SMX offers molecular marking and secure digital records so recycled plastic can carry verifiable data on origin, composition, recycled content, chain of custody, lifecycle, and compliance. According to SMX, this verification can help manufacturers manage input-cost risk, strengthen supply chains, and support regulatory and sustainability requirements.
SMX (NASDAQ:SMX) outlines how "Made in America" now depends on verifiable material identity, not location alone. The company focuses on molecular marking, authentication, traceability, and its Digital Material Passport Platform (launched April 6, 2026) to link physical materials to secure digital records.
According to SMX, this enables proof of origin, composition, chain of custody, recycled content, compliance, and lifecycle history, aiming to enhance U.S. industrial resilience, support regulatory audits, strengthen brand claims, and turn materials into trackable, reusable assets across plastics, metals, textiles, packaging, electronics, and other sectors.
SMX (NASDAQ:SMX) highlights material identity and traceability as a new pillar of U.S. industrial strength. Its technology uses molecular marking and secure digital records to link materials to data on origin, composition, chain of custody, lifecycle, compliance, reuse and recycling.
The Digital Material Passport Platform, launched April 6, 2026, aims to turn anonymous material flows into verified assets, improve trust in recycled inputs, and support resilient, traceable “Made in America” supply chains.

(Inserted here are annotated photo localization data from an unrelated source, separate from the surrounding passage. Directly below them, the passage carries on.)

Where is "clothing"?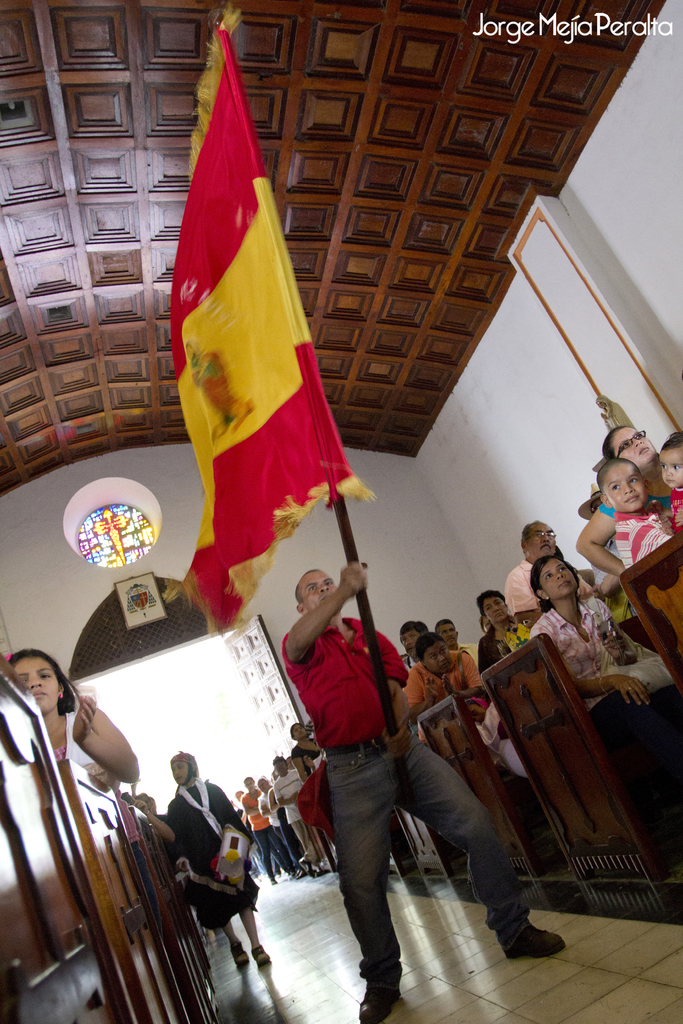
<region>620, 509, 671, 566</region>.
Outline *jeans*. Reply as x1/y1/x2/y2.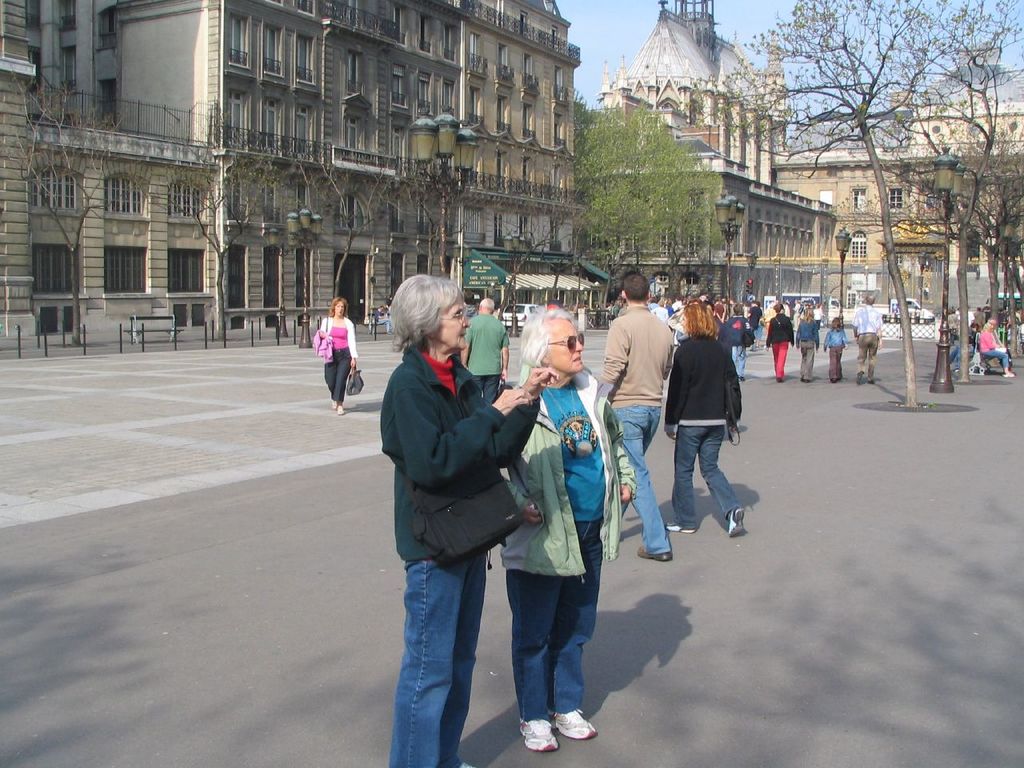
393/536/522/761.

SMX (NASDAQ:SMX) highlights how “material intelligence” can strengthen American manufacturing. Its platform uses molecular marking and digital traceability to give materials a persistent identity, linking them to data on origin, composition, chain of custody, recycled content, compliance, lifecycle history, reuse, and re-entry into commerce.
According to SMX, verified materials can support better sourcing, reduce risk, enhance compliance, and help recover more value from existing material streams, making supply chains more resilient and competitive as “Made in America” increasingly requires proof, not just labels.
SMX (NASDAQ:SMX) highlights how material proof is becoming the next competitive edge for Made in America manufacturing. Its molecular marking and Digital Material Passport platform link physical materials to secure digital identities, enabling verification of origin, composition, recycled content, compliance status, and chain of custody.
SMX (NASDAQ:SMX) outlines how its technology aims to set a new luxury standard based on proof of provenance rather than storytelling. SMX uses molecular marking, authentication, digital traceability, and secure records to embed identity directly into materials like textiles, leather, precious metals, and gemstones.
This product-level identity can support verification of origin, composition, authenticity, chain of custody, ownership history, and sustainability claims across primary and resale markets, targeting needs of brands, consumers, insurers, and resale platforms in a more complex global luxury ecosystem.
SMX (NASDAQ:SMX) introduces the concept of the Age of Parity, where recycled and virgin plastic costs converge, turning recycled plastic from a sustainability choice into a cost-control tool. SMX offers molecular marking and digital-identity technology to verify recycled content, origin, and chain of custody, aiming to make recycled plastic trusted industrial infrastructure.
SMX (NASDAQ:SMX) describes the emerging “Age of Parity,” where recycled plastic approaches virgin plastic in cost as oil volatility, geopolitical risk, tariffs, and waste issues raise virgin prices. SMX promotes its molecular marking and digital traceability platform to verify recycled content, enabling trusted, data-rich plastics to re-enter global supply chains at scale.